Michelle Heldon's videos of melting snowballs and handmade micro-icebergs conjure an embodied engagement with time and narrative traditions. In Greenland she investigated water as a changing modality to express transition, conveying echoes of Inuit Shamanic beliefs in spirits within nature and hints at a secret language for transition into other realms.
Taryn Raffan's drawings of spirit faces similarly consider the transformations, both perceived and experienced, during her residency in Iceland. Her sculptural series also reflect how components of the self evolve when affected by the landscape; and how one can feel present within vastness yet also connected to indistinct imaginations, paralleling how fairytales and folklore deconstruct this process into a character format.
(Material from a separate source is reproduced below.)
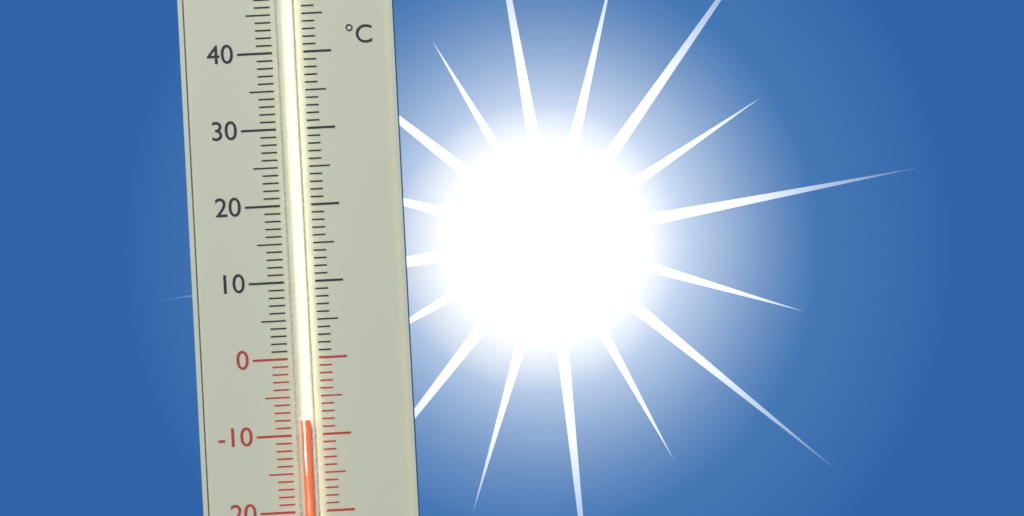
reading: -8 °C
Kath Fries' installations and photographs explore renditions of the Finish wild forest within the sheltered, protected internal spaces of buildings. These works consider the permeability of our constructed boundaries as physical walls become enchanted when fiction merges with reality.
The term fairytale invites an engagement with mythical realms or parallel universes; and as it opens up collective, shared and personal imaginative spaces, so that a new folklore emerges, full of the potential for encountering the magical and believing in the unknown and unexplainable. Now, on the other side of the world, the question arises "“ how do these experiences, artworks and narratives translate back home in Australia? Such frozen fairytales may initially seem out of place, as well as out of time, here. Yet in between these vast, isolated landscapes lies a common denominator for these artists, an innate human desire to connect to land, spirit and folklore. Bridging an age-old instinct to wander; to experience seasons and environments; and to relate their surreal findings back to the familiar, their stories are transported, blended, reconstructed and adapted into contemporary understandings of existence and open-ended imaginations.
Michelle Heldon's videos of melting snowballs and handmade micro-icebergs conjure an embodied engagement with time and narrative traditions. In Greenland she investigated water as a changing modality to express transition, conveying echoes of Inuit Shamanic beliefs in spirits within nature and hints at a secret language for transition into other realms.
Taryn Raffan's drawings of spirit faces similarly consider the transformations, both perceived and experienced, during her residency in Iceland. Her sculptural series also reflect how components of the self evolve when affected by the landscape; and how one can feel present within vastness yet also connected to indistinct imaginations, paralleling how fairytales and folklore deconstruct this process into a character format.
Kath Fries' installations and photographs explore renditions of the Finish wild forest within the sheltered, protected internal spaces of buildings. These works consider the permeability of our constructed boundaries as physical walls become enchanted when fiction merges with reality.